Friend Friday

I love history — especially about women and girls — and I love baseball so hosting Audrey Vernick today is like hitting a grand slam or being part of a triple play! I cannot wait for her to tell you about her newest book, The Kid From Diamond Street, (Clarion Books).

Audrey Vernick 2015

Audrey Vernick

All Kinds of Truth: Researching for Fiction and Nonfiction

I was the kind of student whose primary objective was not working too hard. When life finally brought me past the finish line of assigned projects (so long, Archduke Ferdinand; see you later, planaria!), I learned something about myself. I like research. On my own terms.

I don’t write nonfiction because it’s a form I adore. I write it because I fell in love with stories that happened to be true. That’s how it happened with my latest book, about baseball phenom Edith Houghton.

The Kid from Diamond Street

The biggest challenge in writing The Kid from Diamond Street was a lack of primary sources. I had one doozy of a source—an audio recording of a long interview with Edith herself, conducted by the director of research at the National Baseball Hall of Fame. But oh, how I longed to add in *MY* questions! Key among them: When you were thirteen years old in 1925, what, exactly, was your mother thinking when she said you could barnstorm across the country with your baseball team, the Philadelphia Bobbies, and then travel to Japan to play exhibition games?! But the interview was conducted when Edith was already in her eighties and she kept repeating, “I don’t remember,” and “You should have done this fifty years ago!” I had to accept there were some things I might not ever know.

I’m not a hardcore research geek (I don’t think), but oh, the joy I felt when I located the diary of Edith’s Bobbies teammate, Nettie Gans! She wrote about the team’s journey to Japan and included the kinds of details I’d been hoping for. From September 28, 1925 in White Fish, Montana: “In the evening we went to a barn dance. They danced ‘very odd.’ No doubt, Diary, they thought our steps were odd also when we did the Charleston and Collegiate.” That Nettie!

Nettie Gans Spangler gave a copy of her diary to the Hall of Fame’s research library and it was an invaluable source for me.

Research is such a fundamental part—the heart—of writing nonfiction. But it has crept into my fiction picture books too. In my April release, I Won a What?, illustrated by Robert Neubecker, a boy, trying to win a goldfish, wins a whale.

I won a what

It was all fun and games in the writing until I came to that part. The boy (and from now on, I swear I will NAME MY FIRST-PERSON NARRATORS IN PICTURE BOOKS if for no other reason than to make it easier for reviewers. These fictional children deserve better than “Vernick’s unnamed narrator.”)

So there I was. The child won a whale. Now what? I had experience playing off an animal’s enormity in two books about a buffalo in kindergarten and learning to play drums. What else could I do?

A little research, it turns out. Not real, intense research—no primary sources required—just straight up Google research. Whales and humans.

It was interesting. People who’d been on whale-watching expeditions talked about how they went to see whales. But when they spotted whales, the people felt the whales were as interested in them as they were in the whales. There was something about that—a connection based primarily on looking, on observation, that spoke to me. And that is at the core of the friendship between Vernick’s unnamed narrator and Nuncio, the enormous blue whale.

I always tell kids to take that extra step—the one minute it requires—to find out more about the things they’re curious about. It’s that spark of interest in an idea or concept that has led me to almost all my books.

Audrey Vernick writes nonfiction and humorous fiction picture books and middle-grade fiction. She has four 2016 releases: The Kid from Diamond Street: The Extraordinary Story of Baseball Legend Edith Houghton, illustrated by Steven Salerno; I Won A What?, illustrated by Robert Neubecker; Unlike Other Monsters, illustrated by Colin Jack; and Two Naomis, written with Olugbemisola Rhuday-Perkovich. A frequent presenter at schools, libraries and conferences, Audrey lives near the ocean with her family. You can visit her at www.audreyvernick.com.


*WHAT IS NEEDED*. In the data below, find each line carrying the string "positions" and copy it out.

*STORED DATA*.
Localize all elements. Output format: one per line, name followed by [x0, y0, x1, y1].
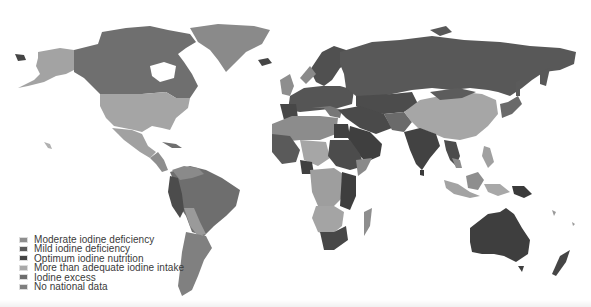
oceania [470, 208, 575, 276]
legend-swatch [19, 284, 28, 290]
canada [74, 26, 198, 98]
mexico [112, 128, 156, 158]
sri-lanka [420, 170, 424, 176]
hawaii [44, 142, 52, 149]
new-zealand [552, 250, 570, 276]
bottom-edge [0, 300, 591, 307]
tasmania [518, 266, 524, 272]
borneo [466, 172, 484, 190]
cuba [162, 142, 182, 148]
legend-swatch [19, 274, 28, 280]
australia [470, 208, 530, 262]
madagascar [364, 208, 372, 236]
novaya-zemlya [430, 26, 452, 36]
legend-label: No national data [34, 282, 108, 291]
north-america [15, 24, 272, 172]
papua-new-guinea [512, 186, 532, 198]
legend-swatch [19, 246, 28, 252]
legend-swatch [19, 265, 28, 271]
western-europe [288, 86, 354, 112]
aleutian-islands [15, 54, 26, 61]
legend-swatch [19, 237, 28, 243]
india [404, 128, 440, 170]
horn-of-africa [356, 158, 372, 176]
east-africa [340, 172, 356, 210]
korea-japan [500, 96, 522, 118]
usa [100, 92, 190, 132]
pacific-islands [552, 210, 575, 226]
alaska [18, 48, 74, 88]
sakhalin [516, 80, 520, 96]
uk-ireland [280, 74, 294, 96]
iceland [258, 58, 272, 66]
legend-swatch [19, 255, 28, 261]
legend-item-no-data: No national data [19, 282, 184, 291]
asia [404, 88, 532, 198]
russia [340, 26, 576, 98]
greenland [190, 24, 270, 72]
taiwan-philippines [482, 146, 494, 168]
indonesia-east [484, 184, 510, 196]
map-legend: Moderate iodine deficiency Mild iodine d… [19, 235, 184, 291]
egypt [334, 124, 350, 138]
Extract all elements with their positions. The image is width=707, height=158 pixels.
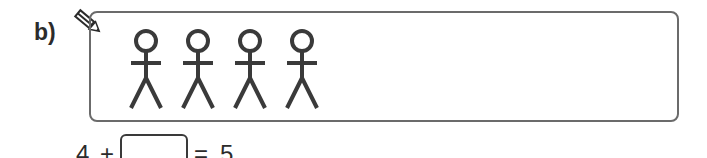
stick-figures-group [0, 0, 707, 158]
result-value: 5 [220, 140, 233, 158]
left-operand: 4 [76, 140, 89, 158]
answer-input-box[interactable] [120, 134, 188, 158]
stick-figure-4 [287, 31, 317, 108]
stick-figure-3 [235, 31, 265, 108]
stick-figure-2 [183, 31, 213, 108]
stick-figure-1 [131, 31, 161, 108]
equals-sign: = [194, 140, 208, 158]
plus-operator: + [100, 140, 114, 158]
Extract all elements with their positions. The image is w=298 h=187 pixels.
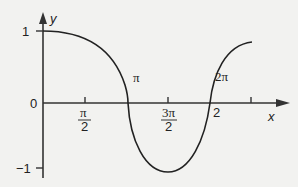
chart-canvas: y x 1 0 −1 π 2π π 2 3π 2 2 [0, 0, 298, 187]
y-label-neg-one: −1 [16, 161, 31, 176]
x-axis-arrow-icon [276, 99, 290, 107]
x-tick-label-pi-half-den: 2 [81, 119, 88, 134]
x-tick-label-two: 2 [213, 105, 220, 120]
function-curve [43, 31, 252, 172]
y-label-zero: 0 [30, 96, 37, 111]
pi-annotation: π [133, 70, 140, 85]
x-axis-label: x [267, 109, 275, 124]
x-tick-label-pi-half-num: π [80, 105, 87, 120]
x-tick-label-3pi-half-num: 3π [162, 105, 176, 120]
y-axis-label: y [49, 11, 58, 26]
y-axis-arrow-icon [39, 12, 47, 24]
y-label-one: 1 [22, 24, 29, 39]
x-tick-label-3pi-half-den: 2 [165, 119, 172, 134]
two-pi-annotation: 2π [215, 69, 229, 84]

*ANSWER TO THE EXERCISE*.
Extract all elements with their positions. The image is width=707, height=158 pixels.
Extract all elements with their positions. The image is w=298 h=187 pixels.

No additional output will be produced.